The lot’s parallelogram shape causes some strange quirks, like kitchen cabinets that are not perfectly straight.

Sassy didn't just have a design plan in mind when she transformed her home, she had a social vision, too.

"My brother and I spent a lot time at 49 Sumach," Mr. Chavel said. "My godmother had huge parties – that house was amazing for entertaining."

"This house has all of these little pockets … where people can mingle in big parties," he added.

An outdoor space is accessible from one of the bedrooms.

Mr. Reaman is particularly smitten with the dining room, which is off the front on the 49 Sumach side.

"I'm so excited by the idea that you could put a table and chairs in there to comfortably seat 14 people for dinner," he said, adding that if you really wanted to go big, you could probably fit an 18-person table in the space and still have enough breathing room.

That dining-room fireplace is one of three.

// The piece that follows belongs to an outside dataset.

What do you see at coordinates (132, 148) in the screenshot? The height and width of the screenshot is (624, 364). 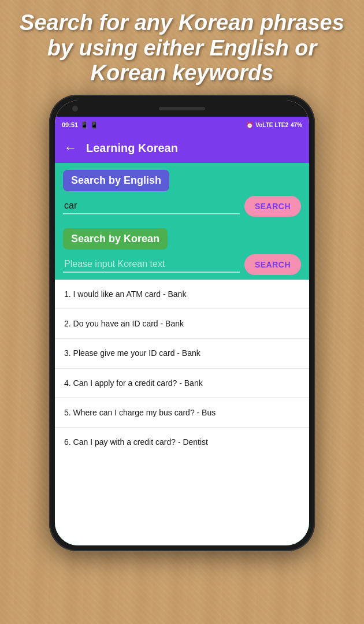 I see `app-title: Learning Korean` at bounding box center [132, 148].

There's also a gas one in the living room and another brick one in the master suite.

The home features three dining areas.

The house has other quirks, such as the fact that some of the kitchen cabinet doors aren't straight. They are ever so slightly on the bias. Or the front-hall closet is a triangular space in order to square with the dining room behind and the hallway in front.

These little features aren't mistakes. They were ways that Sassy compensated for the fact the house is on a parallelogram lot.

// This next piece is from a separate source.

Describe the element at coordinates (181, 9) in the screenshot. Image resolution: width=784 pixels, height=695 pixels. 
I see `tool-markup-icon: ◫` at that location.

"The house sits on a slight angle on the property," Mr. Reaman said. "The effect is you have all of these odd angles inside. But it's so charming."

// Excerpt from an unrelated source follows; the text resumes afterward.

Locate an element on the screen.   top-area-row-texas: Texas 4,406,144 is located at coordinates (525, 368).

The combined home has three bedrooms.

Between the angles, the layout and the pool in the backyard (more on that below), 49-51 Sumach St. presented Mr. Reaman with an interesting question as a real estate agent.

"Pricing this was a serious challenge for me," he said. "The house is an anomaly."

While there was no price reference for this house, there was context. Mr. Reaman decided to list the property below $2-million because Corktown, which is near King and Parliament Streets, doesn't have a lot of houses above that price point. Keeping it below that threshold was an attempt to widen the buyer pool, Mr. Reaman said.

The lap pool is one of the home's best features.

The best feature

Both Mr. Chavel and Mr. Reaman agree the showstopping feature of this double house is the lap pool in the backyard.

"It's the absolute clincher for this property," Mr. Reaman said.

Sassy originally wanted the pool so she could do laps for exercise, Mr. Chavel said. Despite its utilitarian purpose, she designed the pool and its accompanying "boathouse" with flare.

"She and my mom came up with this concept to have it feel like she was at the cottage," he said. "Like the pool would lead you into a space that would feel like a boathouse."

The "boathouse" is staged as an outdoor dining room; the space comes complete with skylights, a hidden cabinet for backyard tools and a separate room for the pool machinery.

The ‘boathouse’ is staged as an outdoor dining room.

"During the summertime, you'd never know you were that close to downtown," Mr. Chavel said.

The pool is one of the many features in the home that reflected Sassy's personality and her love of life.

"I really think it is one of the most interesting houses in all of Toronto," Mr. Reaman said. "Sassy's spirit just fills this space."